Given a lower triangular matrix (100x100) containg cross-correlation values, where entry 'ij' is the correlation value between signal 'i' and 'j' and so a high value means that these two signals belong to the same class of objects, and knowing there are at most four distinct classes in the data set, does someone know of a fast and effective way to classify the data and assign all the signals to the 4 different classes, rather than search and cross check all the entries against each other? The following 7x7 matrix may help illustrate the point:
1 0 0 0 0 0 0
.2 1 0 0 0 0 0
.8 .15 1 0 0 0 0
.9 .17 .8 1 0 0 0
.23 .8 .15 .14 1 0 0
.7 .13 .77 .83. .11 1 0
.1 .21 .19 .11 .17 .16 1
there are three classes in this example:
class 1: rows <1 3 4 6>,
class 2: rows <2 5>,
class 3: rows <7>
This is a good problem for hierarchical clustering. Using complete linkage clustering you will get compact clusters, all you have to do is determine the cutoff distance, at which two clusters should be considered different.

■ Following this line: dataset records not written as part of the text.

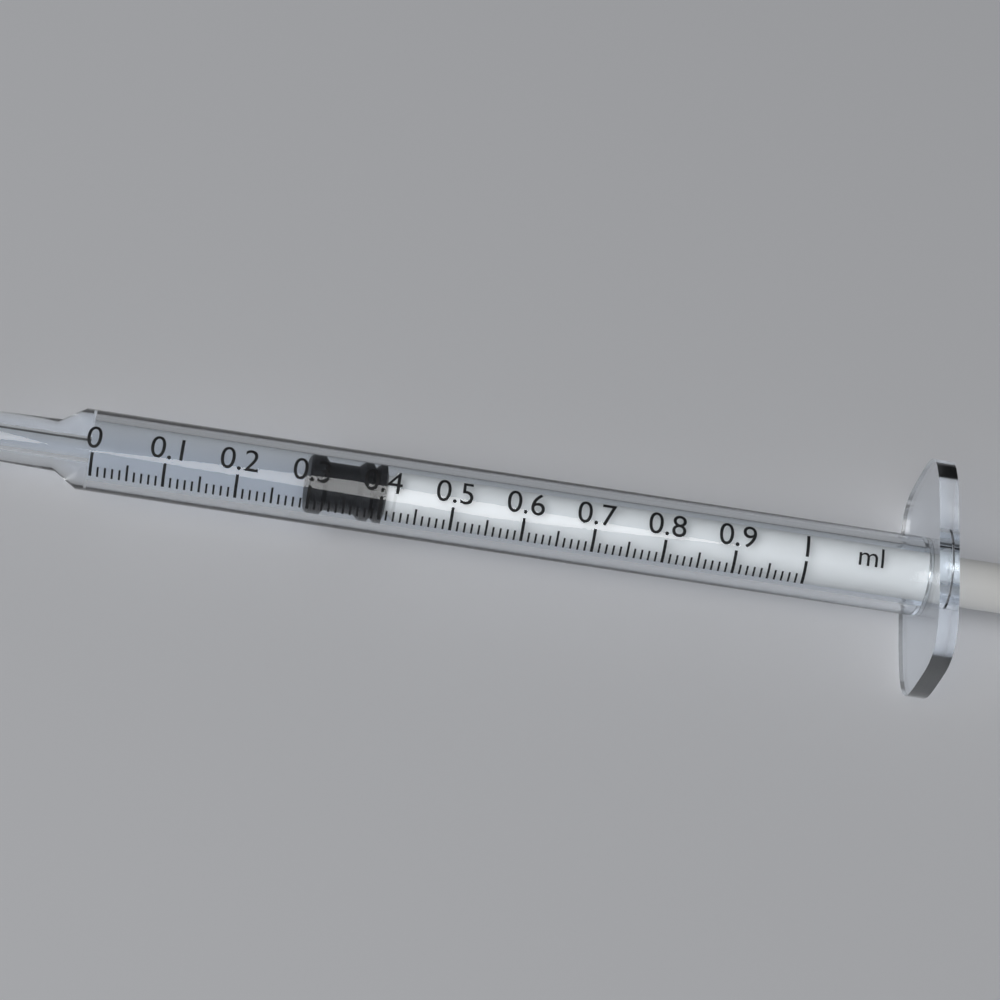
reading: 0.30 ml
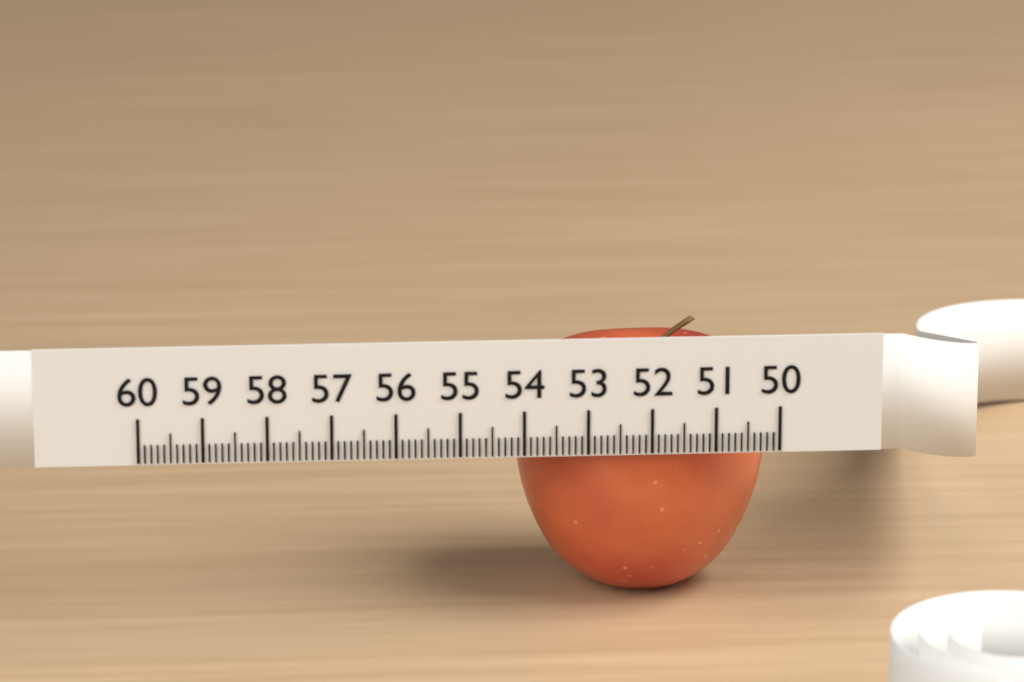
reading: 54.0 (no unit)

First, you need to convert the correlation matrix to a dissimilarity
matrix. Since correlation is between 0 and 1, 1-correlation
will work well - high correlations get a score close to 0, and low correlations get a score close to 1. Assume that the correlations are stored in an array corrMat
%# remove diagonal elements
corrMat = corrMat - eye(size(corrMat));
%# and convert to a vector (as pdist)
dissimilarity = 1 - corrMat(find(corrMat))';
%# decide on a cutoff
%# remember that 0.4 corresponds to corr of 0.6!
cutoff = 0.5;
%# perform complete linkage clustering
Z = linkage(dissimilarity,'complete');
%# group the data into clusters
%# (cutoff is at a correlation of 0.5)
groups = cluster(Z,'cutoff',cutoff,'criterion','distance')
groups =
2
3
2
2
3
2
1
To confirm that everything is great, you can visualize the dendrogram
dendrogram(Z,0,'colorthreshold',cutoff)
You can use the following method instead of creating the dissimilarity matrix.
Z = linkage(corrMat,'complete','correlation')
This allows Matlab to interpret your matrix as correlation distance and then, you can plot the dendrogram as follows:
dendrogram(Z);
One way to verify if your dendrogram is right or not is by checking its maximum height which should correspond to 1-min(corrMat)
. If the minimum value in corrMat is 0 then the maximum height of your tree should be 1. If the minimum value is -1 (negative correlation), the height should be 2.